After discussing theory regarding the consequences of technological change on employment, our aim is to test the possible job creation effect of business R&D expenditures, using a unique longitudinal database covering 677 European firms (1990-2008). The main outcome from the dynamic LSDVC (Least Squared Dummy Variable Corrected) estimate is the labour-friendly nature of companies’ R&D, the coefficient of which turns out to be statistically significant. However, the positive impact of R&D on employment is only detectable in services and high-tech manufacturing. This is something that should be borne in mind by European policy makers having employment as one of their aims.
According to a wide literature, oil has a negative effect on the level of democracy because of induced economic and political distortions. At the same time, however, oil fosters economic development and people’s general life conditions. Using 30 years of international data on 34 oil countries, we show that the total effect is negative and significant and provide an estimate of the oil-democracy demultiplier. Moreover, we obtain an indicator of the surplus/deficit of democracy, highly correlated with the revolutions currently unfolding in the Mediterranean.
A simple dynamic general-equilibrium model of savings and investment is populated by agents with Kreps-Porteus preferences. Households are heterogeneous in their risk aversion, which explains the negative relationship between aggregate investment and aggregate volatility. Agents trade riskless assets to share the aggregate risk, so that in equilibrium a higher volatility increases the certainty-equivalent future return for low-risk-averse individuals, which hold a long position in risky assets. The certainty-equivalent return may also increase for high-risk-averse agents, who hold safe assets. In response to this rise, savings and investment decrease due to a limited willingness to substitute consumption over time
The author’s point is that the greatest advantage of a democratic firm system is a major impulse to political democracy. The idea that economic democracy furthers political democracy will sound fairly obvious not only to students of historical materialism, but also to anyone believing that economic activity plays a major part in shaping the social context in which we live. This idea is variously linked to Gramsci’s concept of ‘‘passive revolution’’, on which the author has been dwelling in detail.

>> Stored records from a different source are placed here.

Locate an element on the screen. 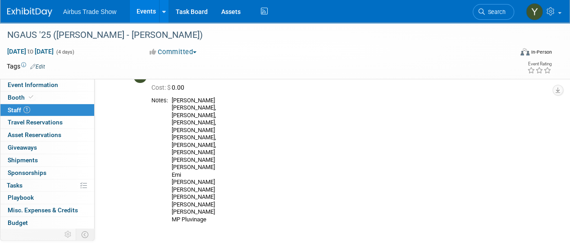 The width and height of the screenshot is (570, 252). span: Cost: $ is located at coordinates (161, 87).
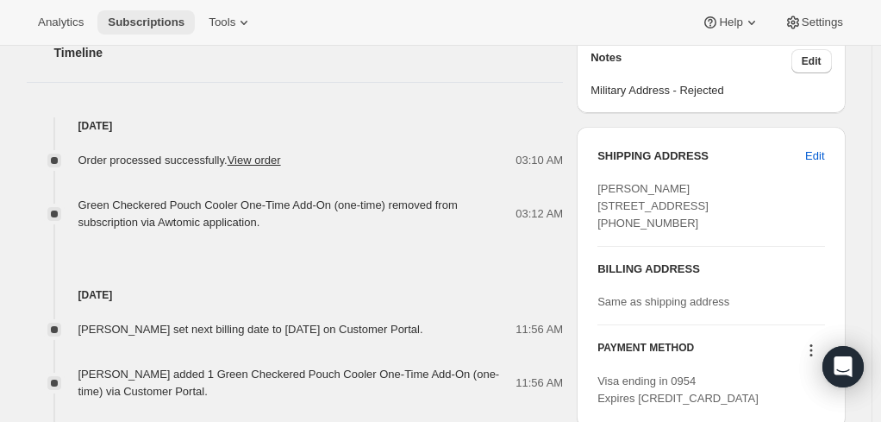 The image size is (881, 422). Describe the element at coordinates (814, 22) in the screenshot. I see `button: Settings` at that location.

This paper analyzes the relation between resource inputs and managerial effort in sport teams (or, more generally, in firms). The discussion is motivated by a theoretical model that suggests that clubs use managerial effort as a substitute of capital resources in the production process. In this framework, different levels of effort are always optimal decisions given its relative cost. Thus, the relatively higher effort exerted by small (compared to big) sport team is not a consequence of hidden information or incentive problems in the organization but it is a optimal decision of small team/firm to offset capital market restrictions. Managers in big firms, on the other hand, are not obliged to offer their maximum personal effort given that it can be more easily substituted by capital resources in the production process.
This paper analyses the current crisis by reconstructing the main stylized facts and the economic ideas mainly based on contemporary credit theory. Emphasis is placed on Central Banks’ interventions.